Defeat Duchenne Canada is thrilled to share the recent announcement from Santhera Pharmaceuticals, which shows a new analysis of the 2.5-year long-term extension data from ReveraGen Phase 2a study of vamorolone, which we’re currently funding.
This data demonstrates the equivalent of a delay for boys with Duchenne muscular dystrophy of about 2 years before any decline in time to stand. It also confirms the safety and tolerability of vamorolone, over the 2.5 years of the study. We hope to have the first six months of data from their VISION DMD trial by the end of this quarter – stay tuned for more details to come!
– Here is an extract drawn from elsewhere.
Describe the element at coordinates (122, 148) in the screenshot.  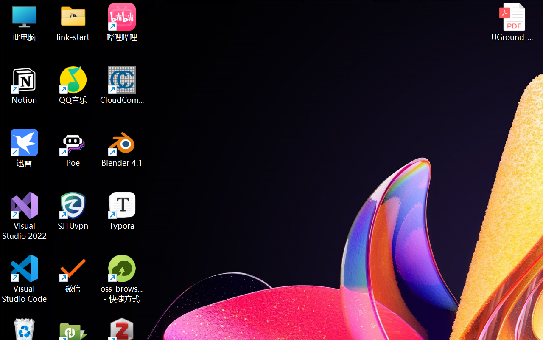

“We are very pleased with the results of this long-term follow-up which show that treatment benefits of vamorolone are sustained over the 2.5-year follow-up period. Importantly, vamorolone was well tolerated and we observed far fewer of the side effects typically seen with corticosteroids in the clinic,” said Eric Hoffman, PhD, President and CEO at ReveraGen BioPharma. “We would like to thank all patients, their caregivers and health care professionals for their much-valued participation in these studies which, we are confident, will support our approach to develop vamorolone as a novel treatment for this devastating disease.”
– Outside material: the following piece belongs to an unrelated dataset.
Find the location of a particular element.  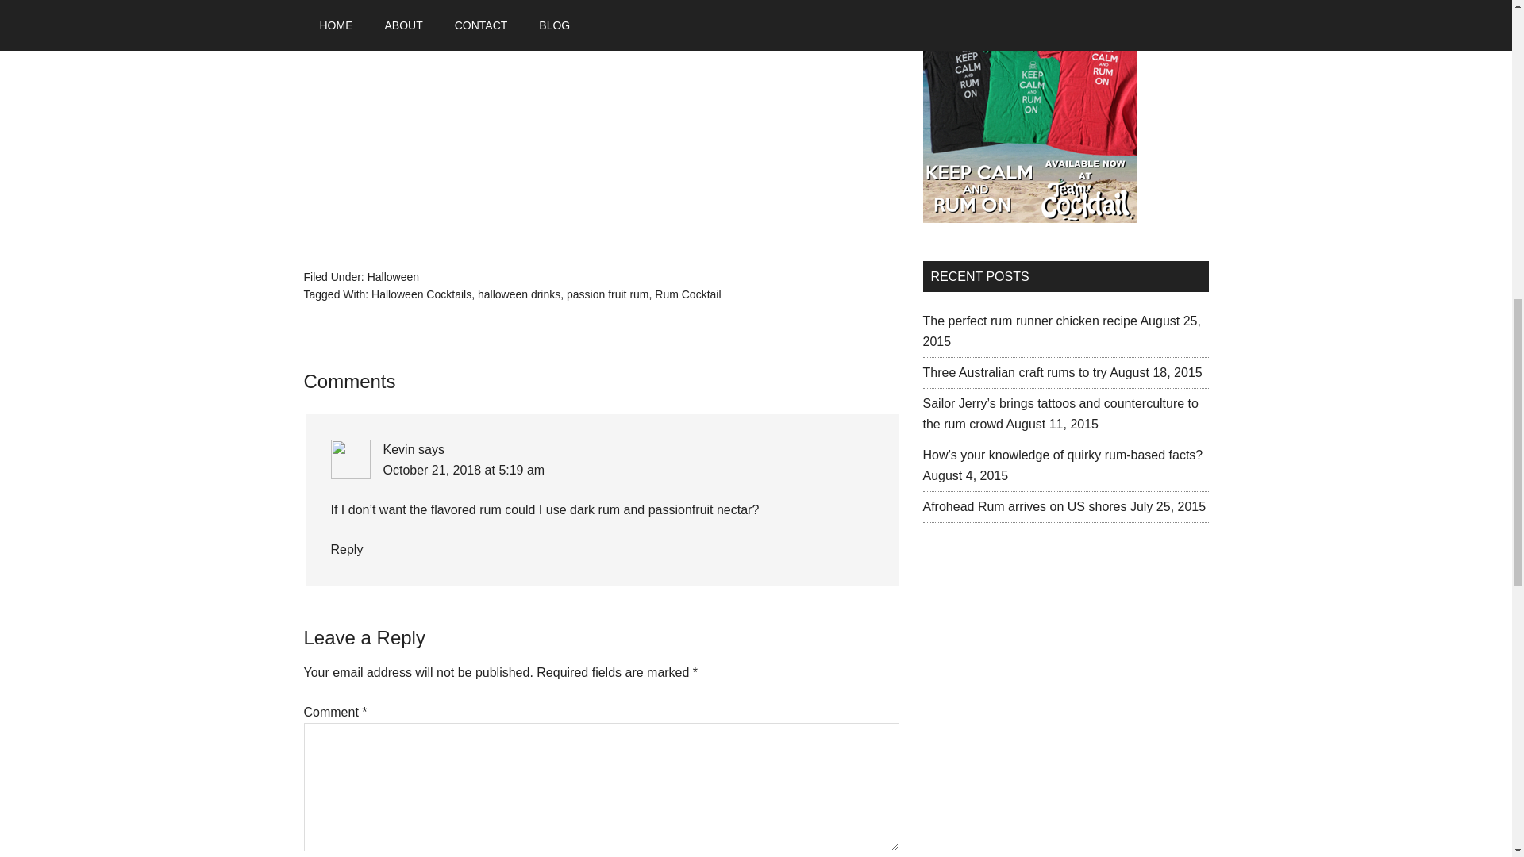

halloween drinks is located at coordinates (519, 294).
“These findings indicate the long-term maintenance of treatment effect and disease modifying potential with vamorolone. We are equally excited about the findings that vamorolone did not show stunting of growth typically reported for other corticosteroids, and also resulted in significantly fewer physician reported adverse events which are common reasons for corticosteroid treatment discontinuation,” said Dario Eklund, CEO of Santhera. “We are expecting the 6-month results from the pivotal Phase 2b VISIONDMD study in Q2-2021 and are confident that they will provide further evidence to establish vamorolone as an effective treatment and valuable alternative to corticosteroids for the long-term treatment for DMD.”
Click here to see the full press release.
About Vamorolone
Vamorolone is a first-in-class drug candidate that binds to the same receptor as corticosteroids but modifies its downstream activity and as such is a dissociative partial agonist [6-8]. This mechanism has the potential to ‘dissociate’ efficacy from typical steroid safety concerns and therefore vamorolone could emerge as a promising alternative to existing corticosteroids, the current standard of care in children and adolescent patients with DMD. There is substantial unmet medical need in this patient group as highdose corticosteroids have significant systemic side effects that diminish patient quality of life. In the pivotal Phase 2b VISION-DMD trial, the last patient has completed the last visit of the 24-week, placeboand active-controlled treatment period and topline 6-month data are expected in Q2-2021, paving the way for a US NDA submission in Q1-2022. Vamorolone has been granted Orphan Drug status in the US and in Europe, and has received Fast Track and Rare Pediatric Disease designations by the US FDA and Promising Innovative Medicine (PIM) status from the UK MHRA. Vamorolone was discovered by US-based ReveraGen BioPharma, Inc. and is being developed in collaboration with Santhera, which owns worldwide rights to the drug candidate in all indications. The vamorolone development program has received funding from several international non-profit foundations and patient organizations, including Defeat Duchenne Canada, the US National Institutes of Health, the US Department of Defense and the European Commission’s Horizon 2020 program.